Sancrucensis

Pater Edmund Waldstein's Blog


Paraprosdokian in Funeral Sermons

Fr. Paul Scalia’s sermon at the recent funeral of his father, Justice Antonin Scalia, was an excellent model of what a funeral sermon should be— both as rhetoric and as theology.

The main body of the sermon (after the greetings) begins with the rhetorical device of paraprosdokian:

We are gathered here because of one man. A man known personally to many of us, known only by reputation to even more. A man loved by many, scorned by others. A man known for great controversy, and for great compassion. That man, of course, is Jesus of Nazareth.

Paraprosdokian is peculiarly appropriate to funeral sermons— the congregation expects them to be about the deceased, but they are really about God. One of the most famous of all funeral orations, Massillon’s sermon for the funeral of King Louis XIV begins with a similar device. Massillon began by reading his text:

Behold I am become great, and have gone beyond all in wisdom, that were before me in Jerusalem… and I have perceived that in these also there was labour, and vexation of spirit.

Then he is supposed to have paused for a long time, letting the words sink in. The congregation expects him to speak of the greatness of “Louis le Grand,” but when, at last, he continued, he cried out:

Dieu seul est grand, mes frères et dans ces derniers moments surtout où il préside à la mort des rois de la terre : plus leur gloire et leur puissance ont éclaté, plus, en s’évanouissant alors, elles rendent hommage à sa grandeur suprême : Dieu paroît tout ce quil est, et l’homme n’est plus rien de tout ce qu’il croyoit être.

God only is great, my brethren; and above all in those last moments when He presides at the death of the kings of the earth. The more their glory and their power have shone forth, the more in vanishing then do they render homage to His supreme greatness; God then appears all that He is, and man is no more at all that which he believed himself to be. (trans. E.C. Dargan)

In a letter to a protestant minister, Justice Scalia noted that funeral sermons are particularly suited to preaching the Gospel to those who need to hear it:

Weddings and funerals (but especially funerals) are the principal occasions left in modern America when you can preach the Good News not just to the faithful, but to those who have never really heard it.

This is certainly true. In the parishes in which I am now, I preach at many funerals to a congregation of nominal Catholics. Such nominal Catholics have often given little thought to God, and usually wouldn’t take any talk of Him seriously. But confronted as they are with the death of a near relation or friend— with that ultimate seriousness of death— they are suddenly willing to listen.



3 responses to “Paraprosdokian in Funeral Sermons”

  1. It is off topic, but I can never see the word paraprosdokian without recalling one of Chesterton’s essays in which he relishes the bad poetry of the father of Emily and Charlotte Bronte:
    https://books.google.co.uk/books?id=QtWvMclbR9YC&pg=PA102&lpg=PA102&dq=paraprosdokian+chesterton+bronte&source=bl&ots=KNv4833Ied&sig=xlbT8I9XAJEGGsmx_VNlMSb7j_E&hl=en&sa=X&ved=0ahUKEwiX__fHyonLAhUDPRoKHYzRACQQ6AEIKjAC#v=onepage&q=paraprosdokian%20chesterton%20bronte&f=false

    It is very funny.

    Liked by 1 person

  2. Perhaps it is strange to say, given how numerous was his audience, but I wonder if this was Fr. Scalia’s least-burdened funeral homily: exactly what he would preach for his own, with no need to answer to the cares and worries of a family he knows not so well.

    I have the pleasure to hear his homilies from time to time, and this one, while great indeed, is quite representative of his usual quality.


- [About this exercise]:
Could you restate word for word the lines running from the one with "Annotate this image: element" to the end of the data, both ends included, but without pictures?

Items from a figure collection
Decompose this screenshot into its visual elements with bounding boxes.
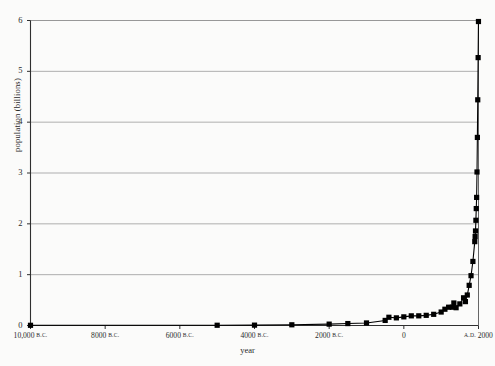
population-growth-chart: population (billions) year 0123456 10,00…	[0, 0, 495, 366]
data-point-markers	[28, 19, 481, 328]
gridlines	[31, 21, 479, 275]
plot-area	[0, 0, 495, 366]
population-curve	[31, 22, 479, 326]
tick-marks	[27, 21, 479, 330]
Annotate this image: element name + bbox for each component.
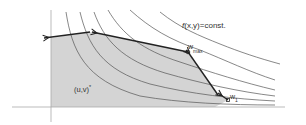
- w-1-label: w1: [229, 93, 238, 103]
- level-curve-label: f(x,y)=const.: [182, 21, 226, 30]
- diagram-svg: f(x,y)=const. (u,v)* wmax w1: [0, 0, 306, 125]
- diagram-canvas: f(x,y)=const. (u,v)* wmax w1: [0, 0, 306, 125]
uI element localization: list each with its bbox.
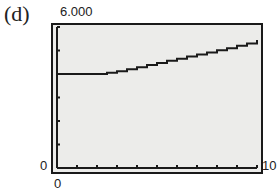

- [Expected output]:
Annotate this image: element name + bbox for each component.
- w-1-label: w1: [229, 93, 238, 103]
- level-curve-label: f(x,y)=const.: [182, 21, 226, 30]
- diagram-svg: f(x,y)=const. (u,v)* wmax w1: [0, 0, 306, 125]
- diagram-canvas: f(x,y)=const. (u,v)* wmax w1: [0, 0, 306, 125]
uI element localization: list each with its bbox.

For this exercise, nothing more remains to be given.